That first uncontrollable and unexpected jubilation that I experienced watching my first yaoi was very revealing. I’ve been managing a yaoi page for some time now, and speaking from experience, I can confirm that boys and men come to yaoi to take a breather too. Yaoi is a refuge from a reigning machisme, from a patriarchal dictatorship. Sensitive to a T, dashing handsome (forever) young men. Well, here you go – there’re yaoi men! Men, created out of desire for a perfect man.
So, in full possession of my mental faculties and of sound mind, I repeat – I hate those men.

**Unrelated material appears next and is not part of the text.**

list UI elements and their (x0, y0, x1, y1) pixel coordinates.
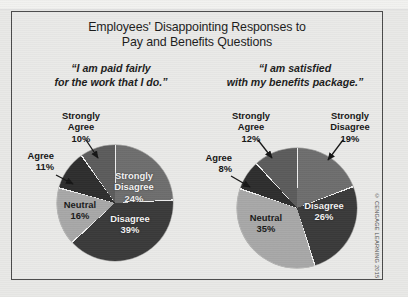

It is not that I identify very strongly with women (I don’t). And, mind you, there were people present during the scene, like camera men, sound, etc… No-bo-dy stopped. (Now to justify the Master they are looking for excuses. That feeling was somewhat confirmed by the recent revelations about the extreme abuse during the shooting of the Last Tango In Paris (Bernardo Bertolucci, 1972) – “They DO do that on purpose!”. I have an insidious feeling that men actually enjoy exposing women in a degrading way. I still haven’t watched so praised Irreversible (Gaspar Noé, 2002) (I’m quite a cinephile, I watch a lot). That’s why I have difficulties to watch any form of abuse. I have a very strong sense of empathy, and I always identify with a victim. Well, here’s something that got me thinking in a particular direction. I’m doing yaoi research on my skin, living a firsthand experience.
Well, I’m not a scholar, not a certified professional on the field. The genre created by women for women is misogynist? That’s absurd. Huh?! Seriously? Where did they fetch that? “At the beginning Yaoi was seen as misogynist” (Wiki). And made them walk in that shit that is by birth a women’s destiny. And made them suffer, made them cry, long for love and affection so that we could watch them go silly and cute and – finally – adorable. Do you know that the genre is created almost exclusively by women? What does it tell you? Before me was a trail of unanswered questions.īecause it inverses the accustomed situation. It did two important things: confirmed the official existence of yaoi and failed to define its too extendable nature. It’s full of information that made me gasp and reach for a glass of water. I’ve binged everything I could put my hands on for a couple of months, and then decided to go have a look at what scholars have to say about it. I’m not going to bore you with the definition, you can wiki it, just as I did at the beginning, needing some common sense to organise my yaoi overload. Yaoi rarely tackle issues of homophobia and often have problematic portrayals of rape, where violent sex is seen as a display of passionate love.It’s a question I’ll be trying to answer all along this blog.Īs soon as I discovered the word for my experience, I wanted to know what it signified. The majority of comments in online forums argue while Yaoi authors fetishize gay men, they rarely refer to the men as gay, but rather two people in love. Gay men on the other hand are conflicted about whether it’s ok for straight women to be writing gay erotica. ‘We ‘rotten women’ recognise that homosexuality exists and it is beautiful.’ Yaoi: is it ok?
‘Since (gay marriage] is illegal, gay love is in a sense taboo,’ said one fujoshi in the documentary series Gaycation. The rotten girls who create and read Yaoi argue they are acknowledging real love in its purest form. Yaoi is big business in Japan raking in about $120 million (£94,800,000) per year and has a dedicated fan base of self-confessed fujoshi – ‘rotten girls’. Many of the images in the manga show images of romanticised love, but also graphic sex scenes.
One character is always more masculine – often called the pitcher – while the other man in the relationship tends to display more feminine characteristics and is referred to as the catcher.
Yaoi is predominantly written by straight women for straight women with stories that depict heteronormative ideas of romance. That is Yaoi, Japanese anime or manga (comics) whose stories centre around ‘boy love’ and homoerotic tales. So, any stories about LGBTI should be applauded, but there is one genre of gay storytelling that has people scratching their heads. LGBTI people have been underrepresented in pop culture for decades.